Why Wait to Buy a Gun?
By
David Kopel
[Chicago Tribune, September 12,
1988 p. 15]
Congress is debating a
comprehensive drug bill, purportedly designed to stop the epidemic of
drug-related violence. Advocates of gun control, hoping to capitalize on
congressional hysteria over the issue, want the bill to include a provision that
would mandate a national seven-day waiting period and background check before
anyone can buy a handgun. Proponents claim a waiting period would disarm violent
drug dealers, but they're very wrong.
Willis Ross of the Florida Police Chiefs Association recently observed: "I think
any working policeman will tell you that the crooks already have guns. If a
criminal fills out an application and sends his application . . . he's the
biggest, dumbest crook I've ever seen." Kansas City's chief of police echoed
this sentiment in testimony at a Senate hearing. He noted that drug criminals
acquire guns by theft, by trade or by using legal surrogate buyers. Drug dealers
do not purchase their guns over the counter.
Under current national law, anyone who wants to buy a machine gun has to be
fingerprinted, fill out a federal license application and then wait three
months. Yet drug dealers still have no trouble obtaining stolen or illegally
imported machine guns. If a strict law can't keep machine guns away from drug
dealers, a less strict waiting period for handguns won't matter either.
Can anyone really believe that an individual who buys pure heroin by the ounce,
who does business in the highly illegal chemicals used to produce amphetamines,
or who sells cocaine on the toughest street corners in the worst neighborhoods
will not know where to buy an illegal gun?
Almost every study of waiting periods has found them to be worthless. An
anti-gun scholar, Duke University's Philip Cook, explains that criminals do not
buy guns through normal channels, but instead "find ways of circumventing the
screening system entirely." Cook concludes: "There has been no convincing proof
that a police check on handgun buyers reduces violent crime rates." A Senate
Judiciary Committee investigation found no evidence that waiting periods prevent
crime.
Though the anti-gun lobby claims that the majority of America's police support
waiting periods, there is much evidence to the contrary. In 1987, the Florida
Police Chiefs Association convinced the Florida legislature to repeal a host of
local waiting periods. When the National Association of Chiefs of Police
surveyed its members, 59 percent said that a national seven-day waiting period
would not be helpful. Most police chiefs want their officers on the street
looking for criminals, not behind a desk sorting through paperwork submitted by
honest citizens.
Citizens should not have to wait for government permission to exercise their
constitutional rights to own handguns.
Americans are scared of drug crime. The anti-gun lobby thinks it has the
opportunity to exploit that fear and rush its waiting-period bill through
Congress. Yet common sense, a majority of the nation's police chiefs and a
mountain of criminological evidence indicate that a waiting period has nothing
to do with the war on drugs. Instead, it's war on the Constitution.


* **Exercise brief**
From the entries below, return every line that includes the word "TECHNOLOGY".

### Task input

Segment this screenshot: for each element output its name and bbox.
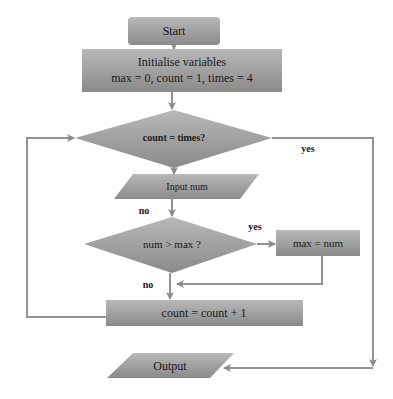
input-label: Input num <box>166 181 207 192</box>
edge-label-count-no: no <box>139 205 150 216</box>
edge-increment-loop <box>27 162 106 317</box>
start-label: Start <box>163 24 186 39</box>
edge-label-count-yes: yes <box>301 143 314 154</box>
output-label: Output <box>153 359 186 374</box>
init-label-line2: max = 0, count = 1, times = 4 <box>111 71 253 86</box>
increment-label: count = count + 1 <box>162 306 247 321</box>
assign-max-label: max = num <box>293 237 343 249</box>
cond-count-label: count = times? <box>143 132 205 143</box>
cond-max-label: num > max ? <box>143 238 201 250</box>
edge-label-max-no: no <box>143 279 154 290</box>
edge-label-max-yes: yes <box>248 221 261 232</box>
init-label-line1: Initialise variables <box>138 55 226 70</box>
edge-loop-to-cond <box>27 138 74 162</box>
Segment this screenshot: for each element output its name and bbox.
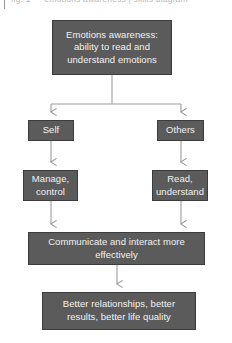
node-communicate-interact-line-1: Communicate and interact more [48, 236, 185, 249]
node-read-understand-line-1: Read, [156, 173, 204, 186]
node-emotions-awareness: Emotions awareness: ability to read and … [52, 20, 172, 75]
node-better-relationships-line-1: Better relationships, better [63, 298, 175, 311]
node-others-label: Others [166, 124, 195, 137]
node-self-label: Self [43, 124, 60, 137]
node-communicate-interact: Communicate and interact more effectivel… [28, 232, 205, 265]
node-manage-control: Manage, control [23, 170, 78, 201]
clipped-caption-text: fig. 1 — emotions awareness | skills dia… [0, 0, 232, 5]
node-manage-control-line-1: Manage, [32, 173, 69, 186]
diagram-canvas: fig. 1 — emotions awareness | skills dia… [0, 0, 232, 343]
node-manage-control-line-2: control [32, 186, 69, 199]
node-read-understand-line-2: understand [156, 186, 204, 199]
node-better-relationships-line-2: results, better life quality [63, 311, 175, 324]
node-emotions-awareness-line-3: understand emotions [66, 54, 158, 67]
node-read-understand: Read, understand [152, 170, 208, 201]
node-emotions-awareness-line-1: Emotions awareness: [66, 29, 158, 42]
node-others: Others [157, 120, 204, 141]
node-emotions-awareness-line-2: ability to read and [66, 41, 158, 54]
node-self: Self [28, 120, 74, 141]
node-communicate-interact-line-2: effectively [48, 249, 185, 262]
node-better-relationships: Better relationships, better results, be… [42, 292, 196, 330]
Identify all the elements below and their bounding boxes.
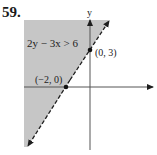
point-0-3: [88, 48, 93, 53]
inequality-graph: y 2y − 3x > 6 (0, 3) (−2, 0): [0, 0, 157, 155]
y-axis-label: y: [87, 7, 92, 18]
point-label-neg2-0: (−2, 0): [35, 74, 62, 86]
point-label-0-3: (0, 3): [95, 47, 117, 59]
point-neg2-0: [64, 85, 69, 90]
inequality-label: 2y − 3x > 6: [27, 37, 78, 49]
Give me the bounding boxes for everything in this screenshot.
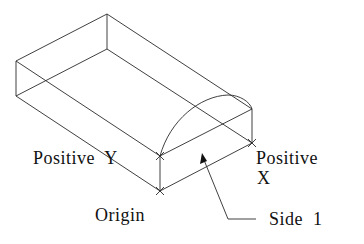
bottom-front-edge bbox=[16, 96, 160, 191]
side-1-label: Side 1 bbox=[269, 209, 323, 229]
leader-line bbox=[204, 160, 256, 219]
top-front-edge bbox=[16, 61, 160, 156]
positive-x-label-line2: X bbox=[257, 168, 271, 188]
top-left-edge bbox=[16, 14, 107, 61]
origin-label: Origin bbox=[95, 205, 145, 225]
side1-bottom-edge bbox=[160, 143, 252, 191]
arrowhead-icon bbox=[200, 153, 207, 164]
positive-x-label-line1: Positive bbox=[256, 148, 318, 168]
side1-top-edge bbox=[160, 109, 252, 156]
back-bottom-right-edge bbox=[107, 49, 252, 143]
labels: Positive Y Positive X Origin Side 1 bbox=[33, 148, 323, 229]
positive-y-label: Positive Y bbox=[33, 148, 118, 168]
arc-curve bbox=[160, 95, 252, 156]
side1-leader bbox=[200, 153, 256, 219]
back-bottom-left-edge bbox=[16, 49, 107, 96]
box-diagram: Positive Y Positive X Origin Side 1 bbox=[0, 0, 364, 244]
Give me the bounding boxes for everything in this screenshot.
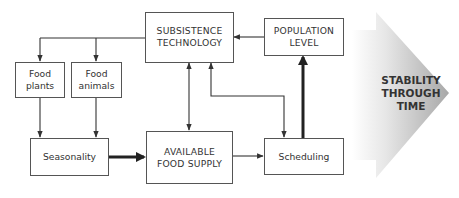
stability-through-time-arrow: STABILITY THROUGH TIME <box>352 12 449 178</box>
node-label-line-1: Scheduling <box>279 151 330 162</box>
stability-label-line-1: STABILITY <box>381 74 441 86</box>
node-label-line-2: TECHNOLOGY <box>156 37 222 48</box>
node-label-line-2: plants <box>26 80 54 91</box>
node-food-animals: Food animals <box>72 63 122 98</box>
node-label-line-1: AVAILABLE <box>164 146 215 157</box>
node-food-plants: Food plants <box>16 63 65 98</box>
stability-label-line-3: TIME <box>397 100 426 112</box>
diagram-canvas: STABILITY THROUGH TIME SUBSISTENCE TECHN… <box>0 0 459 198</box>
stability-label-line-2: THROUGH <box>382 87 441 99</box>
node-label-line-1: Food <box>85 68 107 79</box>
node-label-line-1: Seasonality <box>43 151 97 162</box>
node-subsistence-technology: SUBSISTENCE TECHNOLOGY <box>146 13 234 63</box>
node-label-line-2: animals <box>79 80 115 91</box>
node-label-line-1: POPULATION <box>274 25 334 36</box>
node-label-line-1: Food <box>29 68 51 79</box>
node-label-line-1: SUBSISTENCE <box>157 25 223 36</box>
edge-subsistence-scheduling <box>211 63 284 137</box>
node-scheduling: Scheduling <box>265 139 344 175</box>
node-population-level: POPULATION LEVEL <box>265 19 344 56</box>
node-label-line-2: FOOD SUPPLY <box>157 158 222 169</box>
node-label-line-2: LEVEL <box>289 37 319 48</box>
node-seasonality: Seasonality <box>31 139 109 176</box>
node-available-food-supply: AVAILABLE FOOD SUPPLY <box>147 132 233 184</box>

######

* **Response area**
node-label-line-2: TECHNOLOGY <box>156 37 222 48</box>
node-subsistence-technology: SUBSISTENCE TECHNOLOGY <box>146 13 234 63</box>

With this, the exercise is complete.